When Aaron Lansky's grandmother emigrated to America, she arrived with "a single cardboard valise packed with all her life's possessions" - including a photograph of the parents she would never see again. Her older brother met her at Ellis Island, took her to the Manhattan ferry and threw the case overboard. "You're in America now," he told her. "It's time to leave the Old Country behind."
Jews like the older Lanskys, keen to reinvent themselves as Americans, felt it essential to jettison much of their heritage, and specifically to abandon Yiddish and embrace English. It fell to Aaron, "American through and through", to (metaphorically) "go back to the harbour to reclaim what was lost". In 1980, at the age of 23, he boldly decided "to save the world's Yiddish books". Experts guessed there were about 70,000 volumes still in existence. By the end of this gripping account of a remarkable rescue operation, he and his colleagues at the National Yiddish Book Centre (NYBC) had assembled a collection of one and a half million. While this obviously included multiple copies of star Yiddish authors and translations of world classics, they also found a political dictionary believed to have been lost forever, Russian Revolutionary tracts, even a chronicle of Yiddish-speaking ostrich farmers in Africa.
On one level, Lansky's motives were purely practical. He was keen to study Jewish social history, where many of the primary sources are in Yiddish, and so (like lots of other students) needed to get hold of copies. At the same time, there were many Yiddish-speaking old-timers who had hundreds, sometimes thousands, of books that their children often couldn't read and certainly had no interest in. And libraries in areas where Jews no longer lived were throwing out their Yiddish holdings.
So Lansky's task was to link supply and demand. It sounds simple, but it often meant rushing out at a moment's notice into a rainy New York winter night, for example, to pick up a consignment of discarded books, only to find many "soaked beyond any hope of salvage, floating in a fetid, dye-stained pool at the bottom of a Dumpster". Others were so fragile they crumbled in readers' hands. But those worth saving were stored in a warehouse which had recently been used to teach wallpapering, where "the crowing roosters of a kitchen pattern alternated with the seashells of bathroom, the tumbling astronauts of a kid's bedroom..."
As news of the project got out, dozens of elderly Yiddish speakers, thrilled that some youngsters were interested in their long-forgotten world, would invite Lansky and his friends to give their books a safe home. They would prepare meals so gargantuan that one of the collection team had to be appointed Designated Eater. Many offered to serve as volunteers and one even suggested that the best way of obtaining books was to hang around intensive care units and put pressure on all the expiring Jews.
Most of this older generation was also keen to talk, at great length, about their early immigrant years. Although some were still obsessed with ancient ideological quarrels, many were passionate "homegrown intellectuals" who represented to Lansky "everything that was good about the old Yiddish world: humour, generosity, intelligence, kindness, social consciousness, and an almost preternatural sense of Yiddishkeit [Jewishness]".
Comedy is wrapped around each sweet and sad moment when the books are passed on. This is a book lovers treat. I'll write soon about what I thought was particularly important about this book.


Go through each line of the records below and count those with the word "cước"; give only the total.

Supplied data ::
BEGIN

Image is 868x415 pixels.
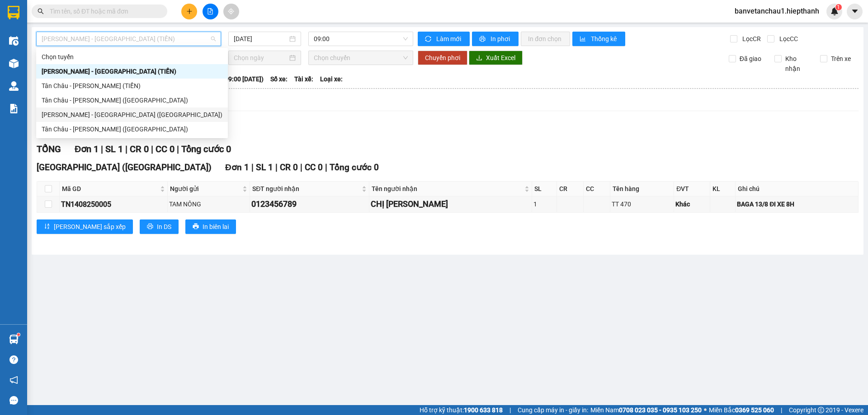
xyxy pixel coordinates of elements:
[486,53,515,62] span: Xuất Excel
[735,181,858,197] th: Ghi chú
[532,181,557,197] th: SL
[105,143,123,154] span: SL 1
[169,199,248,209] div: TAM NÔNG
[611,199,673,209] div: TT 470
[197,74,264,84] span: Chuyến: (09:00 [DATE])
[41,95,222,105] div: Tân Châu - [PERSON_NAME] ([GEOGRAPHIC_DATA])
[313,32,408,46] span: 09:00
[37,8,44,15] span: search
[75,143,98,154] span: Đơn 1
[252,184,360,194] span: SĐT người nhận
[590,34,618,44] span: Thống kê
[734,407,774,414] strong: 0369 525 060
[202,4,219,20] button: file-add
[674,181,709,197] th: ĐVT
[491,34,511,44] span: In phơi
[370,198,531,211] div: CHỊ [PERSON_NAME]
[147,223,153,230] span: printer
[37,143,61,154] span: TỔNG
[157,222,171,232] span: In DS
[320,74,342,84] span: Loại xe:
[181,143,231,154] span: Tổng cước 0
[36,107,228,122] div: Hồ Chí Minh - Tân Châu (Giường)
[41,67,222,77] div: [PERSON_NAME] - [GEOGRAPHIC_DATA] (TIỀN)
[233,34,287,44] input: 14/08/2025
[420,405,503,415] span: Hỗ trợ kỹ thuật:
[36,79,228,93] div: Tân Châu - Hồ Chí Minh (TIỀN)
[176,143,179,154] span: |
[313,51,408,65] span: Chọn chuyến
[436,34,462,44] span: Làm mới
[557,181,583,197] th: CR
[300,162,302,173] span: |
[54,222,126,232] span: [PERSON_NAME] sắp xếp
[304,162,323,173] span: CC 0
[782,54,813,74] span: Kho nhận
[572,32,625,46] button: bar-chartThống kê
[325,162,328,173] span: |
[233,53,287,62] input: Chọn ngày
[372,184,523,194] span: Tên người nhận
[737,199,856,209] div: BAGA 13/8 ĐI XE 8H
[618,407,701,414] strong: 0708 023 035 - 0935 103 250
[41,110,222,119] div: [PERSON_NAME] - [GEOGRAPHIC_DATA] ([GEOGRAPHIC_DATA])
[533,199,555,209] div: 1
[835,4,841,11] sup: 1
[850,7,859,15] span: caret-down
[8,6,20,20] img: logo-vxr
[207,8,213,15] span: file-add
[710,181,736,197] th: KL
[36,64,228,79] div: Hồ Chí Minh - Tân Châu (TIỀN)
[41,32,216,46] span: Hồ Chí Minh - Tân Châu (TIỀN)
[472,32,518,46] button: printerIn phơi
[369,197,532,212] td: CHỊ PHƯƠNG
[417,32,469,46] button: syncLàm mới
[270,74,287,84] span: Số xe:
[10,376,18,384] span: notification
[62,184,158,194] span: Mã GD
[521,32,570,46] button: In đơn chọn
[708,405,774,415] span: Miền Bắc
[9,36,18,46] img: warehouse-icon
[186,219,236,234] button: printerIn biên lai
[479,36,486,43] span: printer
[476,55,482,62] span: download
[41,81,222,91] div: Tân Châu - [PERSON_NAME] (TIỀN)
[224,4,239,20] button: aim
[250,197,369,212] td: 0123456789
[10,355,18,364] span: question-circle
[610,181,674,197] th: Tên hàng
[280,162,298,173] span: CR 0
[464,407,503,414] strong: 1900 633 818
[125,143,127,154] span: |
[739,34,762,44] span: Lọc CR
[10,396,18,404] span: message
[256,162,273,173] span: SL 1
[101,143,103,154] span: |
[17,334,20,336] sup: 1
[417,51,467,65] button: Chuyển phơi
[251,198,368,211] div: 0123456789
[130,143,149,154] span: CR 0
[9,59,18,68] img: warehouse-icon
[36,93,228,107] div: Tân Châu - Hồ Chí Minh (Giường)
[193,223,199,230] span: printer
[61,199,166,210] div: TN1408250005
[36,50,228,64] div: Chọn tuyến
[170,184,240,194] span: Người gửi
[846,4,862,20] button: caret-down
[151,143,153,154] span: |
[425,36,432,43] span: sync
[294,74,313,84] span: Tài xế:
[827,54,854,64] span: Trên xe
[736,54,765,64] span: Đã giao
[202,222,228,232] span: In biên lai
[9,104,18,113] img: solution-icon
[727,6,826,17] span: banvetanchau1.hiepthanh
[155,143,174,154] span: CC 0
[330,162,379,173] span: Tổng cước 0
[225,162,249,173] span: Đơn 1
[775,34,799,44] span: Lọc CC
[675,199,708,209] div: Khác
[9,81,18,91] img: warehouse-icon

END

Worked solution :: 2